Drill Into a Suspected Cause
Click More Details for the Suspected Cause to review:
- Simplified timeline
- Metrics graphed over time
Two types of graphed metrics display:
- Top Deviating Metrics for the Business Transaction
- Suspected Cause Metrics
Examine Top Deviating Metrics for the Business Transaction
Deviating Business Transaction metrics can indicate why an anomaly was important enough to surface. (The system does not surface anomalies for every transitory or slight deviation in metrics. Such anomalies would be of dubious value, since their customer impact is minimal. For the same reason, anomalies are surfaced for Business Transactions which have a CPM of under 20.)
Each deviating metric is shown as a thin blue line (the metric's value) against a wide gray band (the metric's Expected Range).
You can:
- Scroll along the graph to compare a metric’s value with its Expected Range at any time point
- Hover over a time point to view the metric's value and Expected Range in numerical form
In this example:
- The deviating metric spiked remained elevated for about 30 minutes, then subsided back into Expected Range
- Seven minutes after the metric returned to its Expected Range, the Severity Level changed from Critical to Warning, and eight minutes after that, to Normal
Hovering over time points tells us that for the period of deviation: the Average Response Time was around 1200 ms and above, while its Expected Range was from 370.08 to 721.24 ms.
With a key metric elevated by this large amount, it made sense for the system to surface this anomaly.

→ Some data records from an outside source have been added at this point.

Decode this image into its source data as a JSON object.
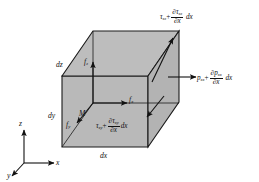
{
  "figure": {
    "kind": "fluid-element-stress-diagram",
    "colors": {
      "face_fill": "#b9b9b9",
      "face_fill_top": "#bcbcbc",
      "face_fill_side": "#b4b4b4",
      "stroke": "#1a1a1a",
      "background": "#ffffff"
    }
  },
  "labels": {
    "tau_xz": {
      "base": "τ",
      "base_sub": "xz",
      "plus": "+",
      "num": "∂τ",
      "num_sub": "xz",
      "den": "∂x",
      "tail": "dx"
    },
    "p_xx": {
      "base": "p",
      "base_sub": "xx",
      "plus": "+",
      "num": "∂p",
      "num_sub": "xx",
      "den": "∂x",
      "tail": "dx"
    },
    "tau_xy": {
      "base": "τ",
      "base_sub": "xy",
      "plus": "+",
      "num": "∂τ",
      "num_sub": "xy",
      "den": "∂x",
      "tail": "dx"
    }
  },
  "forces": {
    "fz": {
      "base": "f",
      "sub": "z"
    },
    "fx": {
      "base": "f",
      "sub": "x"
    },
    "fy": {
      "base": "f",
      "sub": "y"
    },
    "moment": {
      "base": "M"
    }
  },
  "dimensions": {
    "dz": "dz",
    "dy": "dy",
    "dx": "dx"
  },
  "axes": {
    "z": "z",
    "x": "x",
    "y": "y"
  }
}
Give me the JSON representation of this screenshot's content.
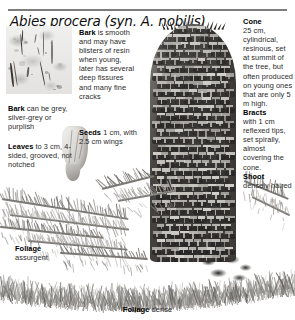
{
  "title": "Abies procera (syn. A. nobilis)",
  "labels": {
    "bark_top": {
      "lead": "Bark",
      "text": " is smooth and may have blisters of resin when young, later has several deep fissures and many fine cracks"
    },
    "seeds": {
      "lead": "Seeds",
      "text": " 1 cm, with 2.5 cm wings"
    },
    "bark_left": {
      "lead": "Bark",
      "text": " can be grey, silver-grey or purplish"
    },
    "leaves": {
      "lead": "Leaves",
      "text": " to 3 cm, 4-sided, grooved, not notched"
    },
    "cone": {
      "lead": "Cone",
      "text": "25 cm, cylindrical, resinous, set at summit of the tree, but often produced on young ones that are only 5 m high."
    },
    "bracts": {
      "lead": "Bracts",
      "text": "with 1 cm reflexed tips, set spirally, almost covering the cone."
    },
    "shoot": {
      "lead": "Shoot",
      "text": "densely haired"
    },
    "foliage_assurgent": {
      "lead": "Foliage",
      "text": "assurgent"
    },
    "foliage_dense": {
      "lead": "Foliage",
      "text": " dense"
    }
  },
  "illustrations": {
    "bark_inset": "bark-texture-illustration",
    "cone": "noble-fir-cone-illustration",
    "seed": "winged-seed-illustration",
    "foliage_sprays": "conifer-foliage-illustration",
    "foliage_band": "dense-foliage-band-illustration",
    "shoot_mass": "densely-haired-shoot-illustration"
  },
  "colors": {
    "rule": "#7d7d7d",
    "cone_dark": "#413e3b",
    "cone_scale": "#d9d7d2",
    "text": "#2a2a2a",
    "heading": "#000000",
    "background": "#ffffff"
  }
}
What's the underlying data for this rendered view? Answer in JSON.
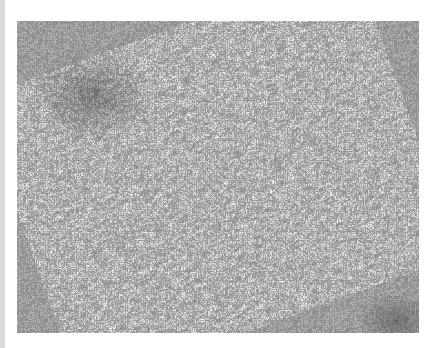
{
  "image": {
    "kind": "grayscale histology micrograph",
    "description": "Densely cellular spindle-cell tissue with scattered dark nuclei and a denser cluster in the upper left",
    "colors": {
      "background": "#ffffff",
      "left_strip": "#d9d9d9",
      "tissue_base": "#b4b4b4",
      "nuclei": "#3a3a3a",
      "stroma_light": "#d2d2d2"
    }
  }
}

The Top Deviating Metrics timeline also displays the evaluation period of an anomaly in the grey color. The evaluation time period is the duration in which the data is analyzed to detect the anomaly. This timeline helps you to precisely identify the time when the issue started. The following image shows the evaluation period:
Examine Suspected Cause Metrics
You view, scroll through, and hover over Suspected Cause Metrics similar to Top Deviating Metrics.
In this example,
- Suspected Cause Metrics are shown for the eretail.prod.payment01_1 node within the ProcessPayment1 tier
- That is the only node the tier has. If the tier had multiple nodes, metrics could be viewed separately for each node
- The pattern of elevation in the Process CPU Burnt and Process CPU Used metrics perfectly matches the pattern we saw in the Business Transaction metrics.
The hypothesis is now confirmed:
- CPU usage spiked on ProcessPayment1, a tier that is downstream from the tier where the Business Transaction starts.
- This slowed down response time on ProcessPayment1, including its HTTP response to the HTTP request from OrderService.
- The slow HTTP call, in turn, slowed response time on OrderService.
- Since OrderService is where the Checkout Business Transaction starts, Checkout has a slow response time anomaly.
- Since the Process CPU Burn issue on ProcessPayment1 is the Suspected Cause that's deepest in the entity tree, that is the root cause of the anomaly.